Showing posts with label licensing. Show all posts
Showing posts with label licensing. Show all posts

Friday, April 15, 2011

STK 0.7.1, CC to OF, SaRII 2.2.0,jCRPG, CC TXT, OSM and TitA

  1. SuperTuxKart 0.7.1 released! [great changelog!]
  2. Former CubeCreate lead dev will now work on OctaForge (so far #octaforge chat is the only piece of infrastructure)
  3. Search and Rescue II has improved sound and uses OpenAL now
  4. jClassicRPG's developer wrote short-term goals for the project (also forum registration now works)
  5. Creative Commons licenses are now officially available in .txt format (for easy inclusion in Your Game Project)
  6. Adam Drew of Red Hat will webcast about Linux/Open Source music production April 20
  7. Steampunk MMO project Tempest in the Aether will have an OpenGameArt-featured art contest during Weekend of April 30th - a todo list will be released on April 20th

Monday, August 10, 2009

An example of why a license matters


Simutrans


OpenTTD OpenGFX

Why is OpenTTD now in Fedora 10/11 but Simutrans is not? The former has been only playable with Free media since some time this year - and the media is still incomplete - whereas the latter has been Free for years now? Is it because somebody requested it?
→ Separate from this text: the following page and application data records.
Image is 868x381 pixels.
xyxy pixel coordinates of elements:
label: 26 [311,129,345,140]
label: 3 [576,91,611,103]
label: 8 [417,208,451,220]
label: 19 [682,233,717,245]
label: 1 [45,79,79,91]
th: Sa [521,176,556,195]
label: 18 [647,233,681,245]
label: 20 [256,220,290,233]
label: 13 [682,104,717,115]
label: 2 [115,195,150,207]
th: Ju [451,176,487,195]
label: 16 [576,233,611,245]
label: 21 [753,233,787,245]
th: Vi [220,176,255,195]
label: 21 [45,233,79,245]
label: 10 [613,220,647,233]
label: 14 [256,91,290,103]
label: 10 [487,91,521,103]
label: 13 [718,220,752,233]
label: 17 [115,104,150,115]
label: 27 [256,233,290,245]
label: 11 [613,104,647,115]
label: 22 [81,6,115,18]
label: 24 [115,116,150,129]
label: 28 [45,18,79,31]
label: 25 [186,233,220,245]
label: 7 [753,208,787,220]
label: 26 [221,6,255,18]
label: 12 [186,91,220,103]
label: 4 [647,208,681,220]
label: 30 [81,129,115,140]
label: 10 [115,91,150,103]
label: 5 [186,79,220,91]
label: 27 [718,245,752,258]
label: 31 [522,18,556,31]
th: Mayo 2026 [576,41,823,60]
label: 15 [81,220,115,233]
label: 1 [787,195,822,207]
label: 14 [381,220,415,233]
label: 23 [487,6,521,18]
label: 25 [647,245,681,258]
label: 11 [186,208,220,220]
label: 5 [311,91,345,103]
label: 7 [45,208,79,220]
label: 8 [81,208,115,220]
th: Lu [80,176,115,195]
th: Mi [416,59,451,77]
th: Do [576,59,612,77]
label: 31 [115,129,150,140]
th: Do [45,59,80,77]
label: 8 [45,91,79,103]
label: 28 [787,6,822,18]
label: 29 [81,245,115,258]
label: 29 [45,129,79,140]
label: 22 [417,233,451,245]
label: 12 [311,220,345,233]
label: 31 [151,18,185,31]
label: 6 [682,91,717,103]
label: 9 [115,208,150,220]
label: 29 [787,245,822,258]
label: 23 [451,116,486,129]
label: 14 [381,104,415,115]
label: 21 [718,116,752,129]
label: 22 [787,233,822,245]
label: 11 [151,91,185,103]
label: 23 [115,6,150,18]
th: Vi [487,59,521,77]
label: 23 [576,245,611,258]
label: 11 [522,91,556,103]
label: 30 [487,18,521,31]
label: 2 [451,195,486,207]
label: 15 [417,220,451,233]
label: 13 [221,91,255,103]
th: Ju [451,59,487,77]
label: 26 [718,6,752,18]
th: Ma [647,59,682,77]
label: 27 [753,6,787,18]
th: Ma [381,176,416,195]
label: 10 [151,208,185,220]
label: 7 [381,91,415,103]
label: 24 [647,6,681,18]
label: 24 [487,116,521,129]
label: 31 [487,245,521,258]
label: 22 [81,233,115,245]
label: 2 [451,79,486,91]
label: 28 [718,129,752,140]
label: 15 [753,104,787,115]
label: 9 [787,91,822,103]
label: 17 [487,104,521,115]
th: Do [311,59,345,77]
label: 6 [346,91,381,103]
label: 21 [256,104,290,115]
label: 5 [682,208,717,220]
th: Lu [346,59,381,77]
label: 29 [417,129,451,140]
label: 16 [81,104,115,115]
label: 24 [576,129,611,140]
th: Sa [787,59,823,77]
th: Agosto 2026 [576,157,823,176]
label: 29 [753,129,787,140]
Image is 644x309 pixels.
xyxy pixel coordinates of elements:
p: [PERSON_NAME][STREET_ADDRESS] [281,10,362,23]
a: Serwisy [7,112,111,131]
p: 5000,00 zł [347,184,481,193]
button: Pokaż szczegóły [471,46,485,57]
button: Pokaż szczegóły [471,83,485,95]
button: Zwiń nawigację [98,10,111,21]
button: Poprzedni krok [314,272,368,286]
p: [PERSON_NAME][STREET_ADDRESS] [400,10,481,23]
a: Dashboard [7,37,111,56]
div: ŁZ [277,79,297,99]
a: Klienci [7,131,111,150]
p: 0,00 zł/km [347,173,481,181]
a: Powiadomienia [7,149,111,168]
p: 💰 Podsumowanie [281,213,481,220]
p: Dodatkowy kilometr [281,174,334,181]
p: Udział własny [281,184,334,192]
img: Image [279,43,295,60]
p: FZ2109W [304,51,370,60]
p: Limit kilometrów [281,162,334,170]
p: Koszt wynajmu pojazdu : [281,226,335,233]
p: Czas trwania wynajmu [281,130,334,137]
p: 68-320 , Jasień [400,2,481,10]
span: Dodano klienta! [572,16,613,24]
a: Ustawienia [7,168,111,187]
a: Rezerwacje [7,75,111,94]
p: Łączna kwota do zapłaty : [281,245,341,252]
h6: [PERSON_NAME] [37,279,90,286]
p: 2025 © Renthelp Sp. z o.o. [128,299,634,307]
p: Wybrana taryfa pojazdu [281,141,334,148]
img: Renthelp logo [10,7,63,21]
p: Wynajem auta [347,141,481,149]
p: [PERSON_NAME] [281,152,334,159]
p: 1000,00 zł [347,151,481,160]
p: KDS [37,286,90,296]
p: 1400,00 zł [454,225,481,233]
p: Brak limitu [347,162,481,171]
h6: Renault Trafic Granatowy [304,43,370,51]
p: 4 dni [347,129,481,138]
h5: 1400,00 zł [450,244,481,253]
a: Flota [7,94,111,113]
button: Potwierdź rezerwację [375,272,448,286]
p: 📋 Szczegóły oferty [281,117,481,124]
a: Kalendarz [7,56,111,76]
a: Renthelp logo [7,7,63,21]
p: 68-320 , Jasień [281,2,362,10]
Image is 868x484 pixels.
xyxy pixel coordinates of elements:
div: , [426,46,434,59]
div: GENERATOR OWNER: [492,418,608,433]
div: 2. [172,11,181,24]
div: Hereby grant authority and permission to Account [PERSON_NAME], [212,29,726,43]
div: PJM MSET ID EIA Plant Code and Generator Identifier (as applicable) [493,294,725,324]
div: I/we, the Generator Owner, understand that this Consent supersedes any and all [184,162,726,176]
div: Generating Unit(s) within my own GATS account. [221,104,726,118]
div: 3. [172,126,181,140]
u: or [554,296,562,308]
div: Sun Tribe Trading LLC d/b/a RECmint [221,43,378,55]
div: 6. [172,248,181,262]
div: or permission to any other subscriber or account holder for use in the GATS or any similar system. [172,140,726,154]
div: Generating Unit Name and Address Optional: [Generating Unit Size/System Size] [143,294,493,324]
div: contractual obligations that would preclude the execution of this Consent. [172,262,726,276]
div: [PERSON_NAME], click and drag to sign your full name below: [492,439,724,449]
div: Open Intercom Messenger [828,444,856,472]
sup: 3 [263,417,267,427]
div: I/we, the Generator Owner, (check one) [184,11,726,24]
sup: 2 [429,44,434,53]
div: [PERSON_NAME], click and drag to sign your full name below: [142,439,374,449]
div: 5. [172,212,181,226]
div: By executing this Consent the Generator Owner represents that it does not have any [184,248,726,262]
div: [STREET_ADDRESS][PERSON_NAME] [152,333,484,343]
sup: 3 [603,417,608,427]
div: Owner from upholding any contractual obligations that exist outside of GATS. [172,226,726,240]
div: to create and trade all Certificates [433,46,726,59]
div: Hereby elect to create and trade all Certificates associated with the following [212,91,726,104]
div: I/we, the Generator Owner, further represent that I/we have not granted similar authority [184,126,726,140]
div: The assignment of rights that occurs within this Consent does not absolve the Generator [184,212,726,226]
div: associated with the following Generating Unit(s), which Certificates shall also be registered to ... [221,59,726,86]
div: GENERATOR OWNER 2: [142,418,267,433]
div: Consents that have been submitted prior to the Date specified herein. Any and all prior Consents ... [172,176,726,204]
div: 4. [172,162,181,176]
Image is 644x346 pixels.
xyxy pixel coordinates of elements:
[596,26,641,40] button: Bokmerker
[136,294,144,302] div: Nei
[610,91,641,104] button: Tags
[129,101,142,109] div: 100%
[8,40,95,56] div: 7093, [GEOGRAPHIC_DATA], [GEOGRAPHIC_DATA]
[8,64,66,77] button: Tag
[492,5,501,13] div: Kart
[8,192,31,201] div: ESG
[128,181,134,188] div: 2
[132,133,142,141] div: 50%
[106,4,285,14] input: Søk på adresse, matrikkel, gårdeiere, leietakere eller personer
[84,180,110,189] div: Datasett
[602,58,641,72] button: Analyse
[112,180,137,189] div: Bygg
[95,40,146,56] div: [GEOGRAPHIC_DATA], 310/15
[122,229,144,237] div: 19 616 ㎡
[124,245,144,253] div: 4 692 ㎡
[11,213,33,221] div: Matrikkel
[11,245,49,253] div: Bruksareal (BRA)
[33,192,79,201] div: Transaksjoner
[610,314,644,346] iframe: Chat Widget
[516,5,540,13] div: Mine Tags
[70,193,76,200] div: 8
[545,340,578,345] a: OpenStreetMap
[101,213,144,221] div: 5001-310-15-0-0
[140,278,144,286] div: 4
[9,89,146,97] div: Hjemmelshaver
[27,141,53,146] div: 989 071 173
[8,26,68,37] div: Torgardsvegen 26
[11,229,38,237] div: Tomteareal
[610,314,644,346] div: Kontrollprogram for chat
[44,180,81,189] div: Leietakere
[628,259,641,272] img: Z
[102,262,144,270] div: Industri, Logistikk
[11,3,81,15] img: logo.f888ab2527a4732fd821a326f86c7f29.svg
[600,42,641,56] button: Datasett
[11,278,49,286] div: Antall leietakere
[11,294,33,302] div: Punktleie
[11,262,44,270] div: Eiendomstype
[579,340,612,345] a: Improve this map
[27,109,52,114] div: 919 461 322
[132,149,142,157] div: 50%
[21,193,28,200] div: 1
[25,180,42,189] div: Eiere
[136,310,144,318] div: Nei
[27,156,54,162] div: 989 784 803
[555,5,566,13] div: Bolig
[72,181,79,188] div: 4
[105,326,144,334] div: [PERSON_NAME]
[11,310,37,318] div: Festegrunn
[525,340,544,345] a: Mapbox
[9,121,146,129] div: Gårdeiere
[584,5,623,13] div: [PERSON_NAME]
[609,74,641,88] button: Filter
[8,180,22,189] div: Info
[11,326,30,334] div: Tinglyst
Digging (and by digging I mean Googling) to some it seems that Simutrans media is unclearly licensed. Download the official (currently r102) version of Simutrans and it comes with two licenses - one copy of the 'artistic license' and a 'copyright notice' that states:



"Simutrans may not be sold or modified in any way without
written permission by the author.


Which license applies to which part of the game? I guess you can make assumptions but it really should be clearer. The artistic license applies to the source, the custom NC / no modification license to the media. OpenTTD is about to get many 1000s more players by being in big distributions. Simutrans is going to continue in its role of shadowing OpenTTD by being the transport tycoon game that hardly anybody knows about and it is somewhat self inflicted.



Do you want your Free game to be played by as many people as possible? License it clearly and explicitly, and push for inclusion in mainstream distributions. And don't use a custom, restrictive license. Go with something that is compatible with mainstream distributions like a creative commons license.